Freshman year, my friend and I loitered in the back aisle of Gardner Main Stacks, pretending we were only there for academic pursuits, ready to scramble around the corner at the drop of a hat if we heard any rumble of a stampede.
There were other suspicious characters like us. We all knew why we were there. Every semester during finals, a parade of streakers sprints through the library for the traditional thrill of the naked run.
If this affair wasn’t free for the naked eye, tickets would be sold out. There is always an audience for the biannual run even though there is never a set date. Instead, this flash-run is an inhouse job organized by the co-op community, which notifies people just hours beforehand.
When co-opers release the news, word of mouth spreads fast. Students call, text and message each other to get to the event of finals’ season. Like Fashion Week without the fashion, the spectators become a spectacle; seeing who is in the audience is half of the fun.
There are two types of spectators at the naked run: those already cloistered helm’s deep in the library and those who intentionally descend to see some junk. But nonetheless, I’ve never encountered people who shielded their eyes from the show.
The run attracts a crowd of peeping toms (I say that in a loving way) who enjoy nudity for the sake of its rarity in the public sphere and is a statement that revokes the negative connotations that society typically assigns to nudity.
I respect the fact that our school can see the run as just good, clean fun during a stressful time.
In contrast, look at the recent nudists on Market and 17th streets in San Francisco, whose starkness made such a clamor that city policy required that they always had a barrier between their bum and a bench.
Just as the run’s audience falls into two categories, so do the different types of nudity — it’s an inappropriate public hygiene threat, an exhibitionist’s assault or just a very strong come on. As with many things, UC Berkeley turns widely held opinions on its side.
The run is a rare shooting buck-ass star, you could say, revising previous notions of nakedness and allowing you to shimmy your skivvies for the sake of expression.
Our founding streaker, the legendary Lady Godiva, was a woman who lobbied to her persnickety husband to eliminate a heavy tax on the citizens. She wagered that she’d ride horseback nude through the city as payment.
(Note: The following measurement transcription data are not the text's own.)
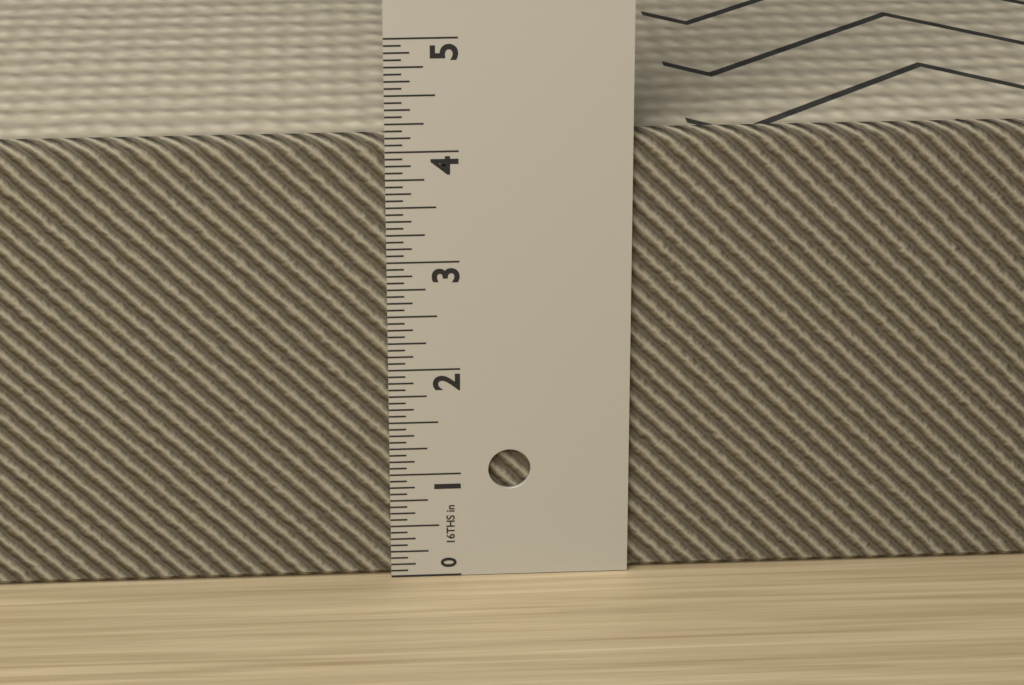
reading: 4.1250 in
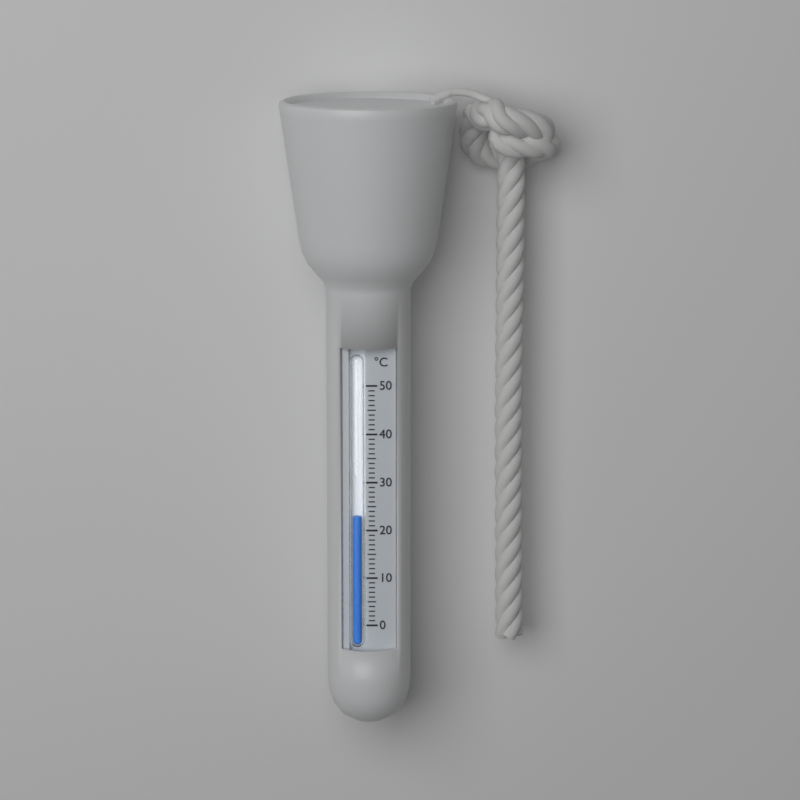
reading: 23 °C
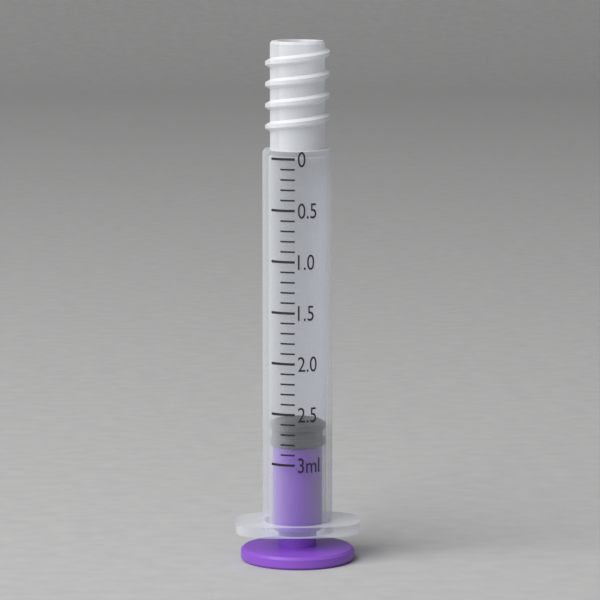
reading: 2.6 ml
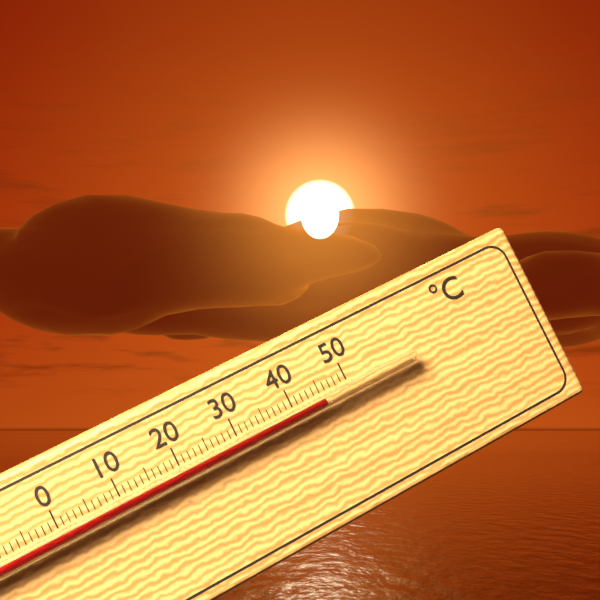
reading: 45 °C
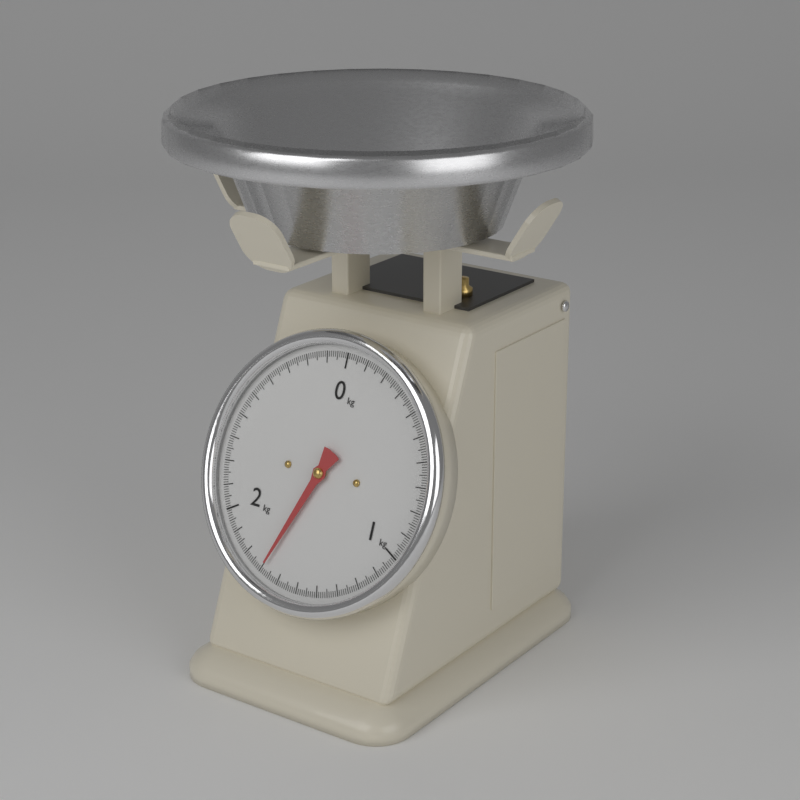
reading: 1.69 kg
The king accepted what he thought was a bluff, but sure enough, she rode bareback quite literally.
Lady Godiva emulates vulnerability as a form of protest and leverages power against the oppressor.
I don’t want to make streaking into an intellectual discourse: Sometimes, you’re just drunk and want to feel the air against your skin for the sole reason that it feels great. But isn’t that reason enough?
Liberation manifests itself in odd ways during a pressing time of deadlines and studying. Berkeley can’t sustain in a pressure cooker for too long without some sort of release valve.
We’ve never functioned well in confinement without our eccentricity seeping through.
Casting off our clothes — the metaphorical burdens that weigh us down — might be the only way we can give the finger to finals, a system of judgment that oppresses us, without boycotting and threatening our grade point averages.
Thank the co-operative community for reminding us of one important thing. Finals week is probably the least flattering time for our student population: People’s blood consists of Red Bull, marathon studiers fight tooth and nail for a seat in the library and others take up residence in the Free Speech Movement Cafe with a pillow, rice cooker and the occasional chicken so they never lose a study spot.
The naked runners epitomize the campus. They protest against the cast-iron constraints of academia for just a few moments and demonstrate our freedom of expression to keep our First Amendment rights in check.
Though our allegiance to finals is important, it is not so strong that we can’t take a moment to gander at some naked folks.